Friday 8 July 2011

Review: I'll Be There by Holly Goldberg Sloan

Raised by an unstable father who keeps the family constantly on the move, Sam Border hasn't been in a classroom since the second grade. He's always been the rock for his younger brother Riddle, who stopped speaking long ago and instead makes sense of the world through his strange and intricate drawings. It's said that the two boys speak with one voice-and that voice is Sam's.
Then, Sam meets Emily Bell, and everything changes. The two share an immediate and intense attraction, and soon Sam and Riddle find themselves welcomed into the Bell's home. Faced with normalcy for the first time, they know it's too good to last.

This book was a bit of a mixed bag for me. The first two thirds were stunning – the language was deceptively simple but really beautifully constructed, the tension was high, and everything about it was just brilliant. However, after this point something lost me. I’m not sure if I was tired, or whether  the style shifted – but around the point where YET ANOTHER BAD THING HAPPENED, and continued to happen (there was a string of really bad things happening to the boys for a while) the book lost me. It just reached a point where it seemed too insane to even contemplate, not that I stopped caring about the awful things happening to the two boys.

It was still interesting, and it wasn’t to the point that I gave up and put the book down for the night, but my attention definitely wavered, and I regarded the more bad things as a bit ludicrous, rather than upping the ante on the stress factor. It was like watching the film ‘Serendipity’ – where you just want to scream at how close it all comes to being all right so many times, and they just miss each other!

Then the book picks up a bit, and it swept me up into the action again – although I wasn’t quite as taken as the first part of the book, it was still great to get lost in the story again. But then the end did something horrible. And I’m not talking about the end of the book what happens, I mean the style in which it’s covered. It was like one of those movie montages where you freeze frame on each character and get a summary of what happens to them. It just felt so disjointed, and after such a beautiful start to the book it made me want to cry that it didn’t get the ending I felt it deserved.

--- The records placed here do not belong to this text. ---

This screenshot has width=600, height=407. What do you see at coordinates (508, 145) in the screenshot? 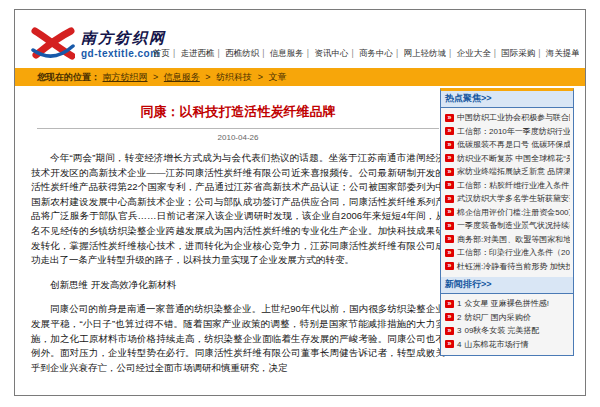
I see `hot-focus-item: »低碳服装不再是口号 低碳环保成为全...` at bounding box center [508, 145].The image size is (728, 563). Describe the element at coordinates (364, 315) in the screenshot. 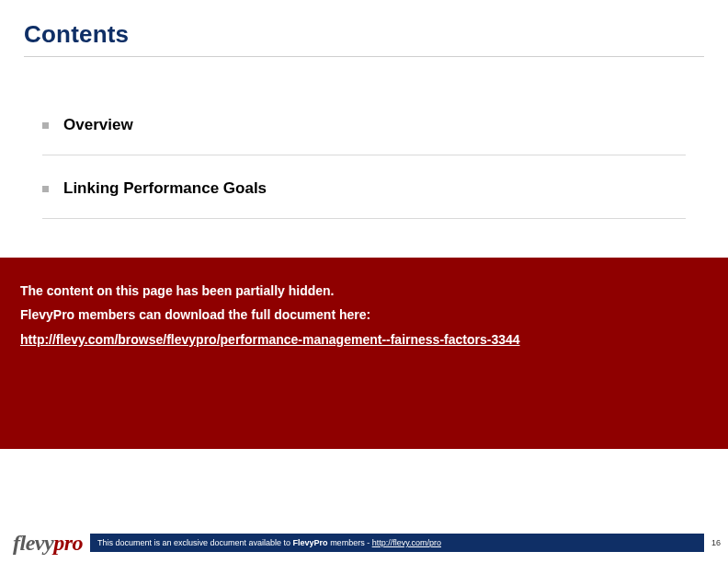

I see `notice-line: FlevyPro members can download the full d…` at that location.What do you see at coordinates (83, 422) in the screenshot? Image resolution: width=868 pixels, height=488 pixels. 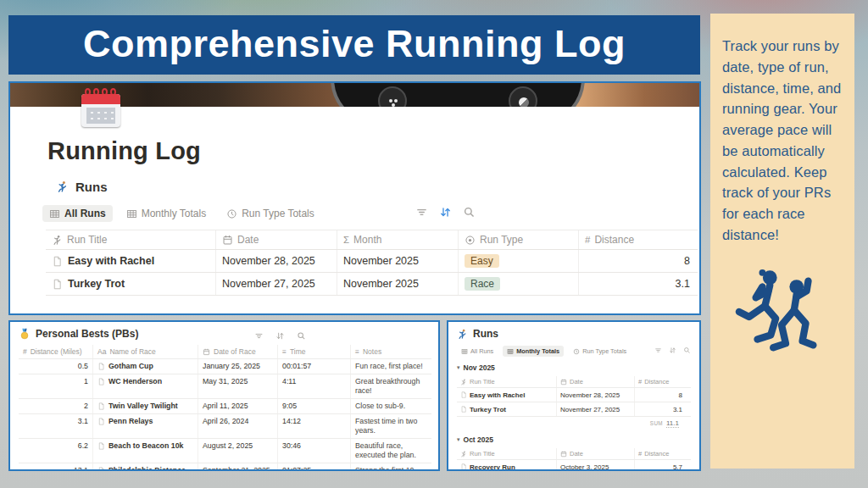 I see `pb-distance: 3.1` at bounding box center [83, 422].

Which made me start thinking, why was I left so dissatisfied? Except obviously for the ending, which I’ve already explained. And I started to realize that it was partly the characters. In the first part of the book I was so swept up in how gorgeous and brilliant it all was that I didn’t really think about it, but my mind started to wander later on, and it felt like some of the characters weren’t given enough depth to make me really care. They were just there as tools, not as people.

For example Bobby Ellis starts out not all that bad – little bit creepy I grant you, but essentially an  alright kind of guy. Then he turns into the comedic caricature where really ridiculously bad things happen to him because he’s such a bad person. Only it just seemed out of place and ridiculous because there was no build-up of bad person, it just suddenly happened.

Which made me look at the rest of the characters, and with the exception of Sam, Riddle and to some extent Emily, they all seemed to be there as flat plot devices – they had no depth to make me care about them. They had backstory and other little bits, but it didn’t seem to be enough. They were more cut out silhouettes with a specific purpose than people that I cared about.

However the writing was for the most part simplicity at its best – an array of perfect pieces of prose that made you really feel for the two brothers in their unfair world. I loved the connections, the points of meeting for a multitude of characters, although at times it felt like there wasn’t enough time to get to know each of them properly – and this was where they turned into cut outs. There to further the story and serve a purpose rather than being there in their own right.

So as I said, I’m torn. I wanted to love this book. In fact I started out loving this book, but somewhere along the way it lost me. And that’s just me and my personal preferences, but I’m really disappointed that we broke up part way through.  However, the first half was completely spot on, and I’m going to remember that when I look back on this.